GAO: Cybersecurity Threats ‘Growing’

Fight disinformation: Sign up for the free Mother Jones Daily newsletter and follow the news that matters.


The Government Accountability Office released a report Tuesday concluding critical federal information systems are “not sufficiently protected to consistently thwart cyber threats,” which are “evolving and growing.”

According to the GAO, a majority of those threats come in the form of unauthorized access and improper use, from people who fall into several categories: Foreign spies, thieves, hackers, “hacktivists”—people who engage in “politically motivated” attacks on the Web to “send a political message”—terrorists and, “disgruntled insiders.”

Reported incidents of attempted and successful security breaches have more than tripled since 2006, to more than 16,000, all while the GAO has, over the last several years, submitted “hundreds of recommendations to [federal] agencies…to fully implement information security programs.”

The failure to completely enact those security programs has left 20 “major agencies” with “inadequate information system controls over financial systems,” according to the report. The GAO also cited cybersecurity “vulnerabilities” at the Tennessee Valley Authority, which controls more than 50 nuclear, hydroelectric and fossil fuel power plants, and the Los Alamos National Laboratory, one of the US’s nuclear weapons research sites.

Last month, Senators John Rockefeller (D-W. Va.) and Olympia Snowe (R-Maine) introduced a bill that would give the President and the Secretary of Commerce broad powers to shut down internet traffic in the case of a cyber threat. Without such action, Snowe said the US would risk experiencing a “cyber-Katrina.” The bill, the Cybersecurity Act of 2009, was referred to the Senate Committee on Commerce, Science and Transportation, which has yet to vote on it.

GREAT JOURNALISM, SLOW FUNDRAISING

Our team has been on fire lately—publishing sweeping, one-of-a-kind investigations, ambitious, groundbreaking projects, and even releasing “the holy shit documentary of the year.” And that’s on top of protecting free and fair elections and standing up to bullies and BS when others in the media don’t.

Yet, we just came up pretty short on our first big fundraising campaign since Mother Jones and the Center for Investigative Reporting joined forces.

So, two things:

1) If you value the journalism we do but haven’t pitched in over the last few months, please consider doing so now—we urgently need a lot of help to make up for lost ground.

2) If you’re not ready to donate but you’re interested enough in our work to be reading this, please consider signing up for our free Mother Jones Daily newsletter to get to know us and our reporting better. Maybe once you do, you’ll see it’s something worth supporting.

payment methods

GREAT JOURNALISM, SLOW FUNDRAISING

Our team has been on fire lately—publishing sweeping, one-of-a-kind investigations, ambitious, groundbreaking projects, and even releasing “the holy shit documentary of the year.” And that’s on top of protecting free and fair elections and standing up to bullies and BS when others in the media don’t.

Yet, we just came up pretty short on our first big fundraising campaign since Mother Jones and the Center for Investigative Reporting joined forces.

So, two things:

1) If you value the journalism we do but haven’t pitched in over the last few months, please consider doing so now—we urgently need a lot of help to make up for lost ground.

2) If you’re not ready to donate but you’re interested enough in our work to be reading this, please consider signing up for our free Mother Jones Daily newsletter to get to know us and our reporting better. Maybe once you do, you’ll see it’s something worth supporting.

payment methods

We Recommend

Latest

Sign up for our free newsletter

Subscribe to the Mother Jones Daily to have our top stories delivered directly to your inbox.

Get our award-winning magazine

Save big on a full year of investigations, ideas, and insights.

Subscribe

Support our journalism

Help Mother Jones' reporters dig deep with a tax-deductible donation.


** What to work on **
Lines from the one containing "xyxy pixel coordinates" through the last line of the data are to be repeated word for word, both ends included.

** Data shown **
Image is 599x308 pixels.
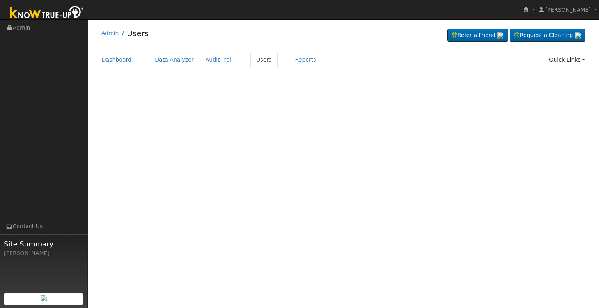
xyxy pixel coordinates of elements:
img: retrieve [41,295,47,302]
span: Site Summary [4,239,83,249]
a: Request a Cleaning [509,29,585,42]
a: Reports [289,53,322,67]
a: Refer a Friend [447,29,508,42]
a: Users [250,53,277,67]
a: Data Analyzer [149,53,200,67]
a: Quick Links [543,53,590,67]
a: Audit Trail [200,53,238,67]
a: Admin [101,30,119,36]
a: Users [127,29,148,38]
a: Dashboard [96,53,138,67]
div: [PERSON_NAME] [4,249,83,258]
img: Know True-Up [6,4,88,22]
span: [PERSON_NAME] [545,7,590,13]
img: retrieve [497,32,503,39]
img: retrieve [574,32,581,39]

** Answer section **
xyxy pixel coordinates of elements:
img: retrieve [41,295,47,302]
span: Site Summary [4,239,83,249]
a: Request a Cleaning [509,29,585,42]
a: Reports [289,53,322,67]
a: Refer a Friend [447,29,508,42]
a: Users [250,53,277,67]
a: Data Analyzer [149,53,200,67]
a: Quick Links [543,53,590,67]
a: Audit Trail [200,53,238,67]
a: Admin [101,30,119,36]
a: Users [127,29,148,38]
a: Dashboard [96,53,138,67]
div: [PERSON_NAME] [4,249,83,258]
img: Know True-Up [6,4,88,22]
span: [PERSON_NAME] [545,7,590,13]
img: retrieve [497,32,503,39]
img: retrieve [574,32,581,39]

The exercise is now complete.